Common Ground in Lieu
  of Consensus

 

The Exploration of Stem Cell Research

Kansas City @ the Crossroads participants include, (left to right):
Jerry Menikoff, M.D., J.D., Director of the Institute for Bioethics, Law & Public Policy at the University of Kansas School of Medicine; Bishop Robert Finn, Coadjutor Bishop, Diocese of Kansas City & St. Joseph; Myra Christopher, CEO, Center for Practical Bioethics; Bill Duncan, Ph.D., President, Kansas City Area Life Sciences Institute; Robert Onder, M.D., Assistant Professor of Clinical Medicine, Washington University School of Medicine; Crossroads moderator Nick Haines, KCPT-TV; Jeff McCaffrey, patient advocate and member of the Missouri Coalition for Lifesaving Cures; Mary Pilcher Cook, State Representative, Kansas (District 18); Maureen Dudgeon, M.D., Associate Dean for Strategic Initiatives, Kansas City University of Medicine and Biosciences; Jerry Johnston, Pastor, First Family Church; William Harris, Ph.D., Professor of Medicine at UMKC School of Medicine, Co-director of the Lipid and Diabetes Research Center at Saint Luke’s Hospital; and Vern Barnet, Kansas City Interfaith Council and ordained minister in the Unitarian Universalist Church.

 

There’s more than one line of demarcation in the Kansas City area. The state line determines the two letters after the city in one’s address, where the state taxes are mailed, which direction you head to get into downtown, and, most likely, whether you bleed crimson and blue or black and gold.

But in the bioscience debate, the line separating the various factions may be more dramatic. Opinions, even core beliefs, separate the two (or more) camps more definitively than any dotted line on a map ever could. Which begs a question: can two sides, so seemingly opposed, agree on enough to form a public policy that covers the common ground, encompasses both poles and accomplishes anything of significance?

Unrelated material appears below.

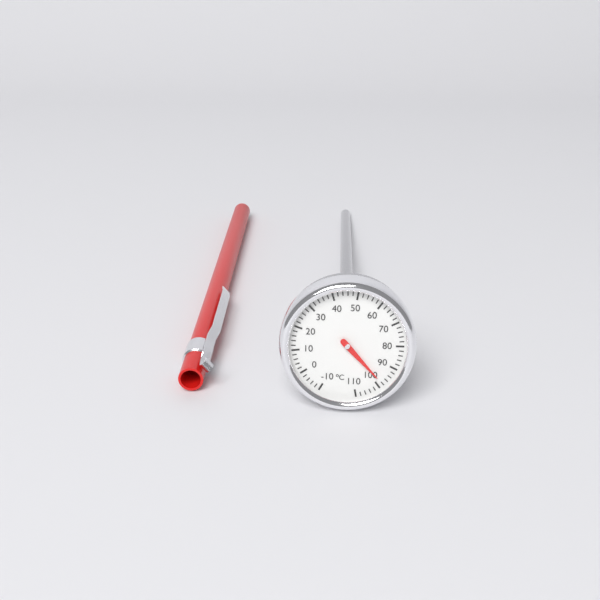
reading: 98 °C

Thus was the topic of this month’s Kansas City @ the Crossroads, co-sponsored by Ingram’s Magazine and KCPT-TV. Panelists and spectators gathered at Ingram’s headquarters for a lively discussion on life sciences. The question posed was this: Given the highly public stem cell debate in Missouri and the evolution debate in Kansas, can this area carve out a distinctive biosciences strategy that respects the sentiments of its more traditional citizens?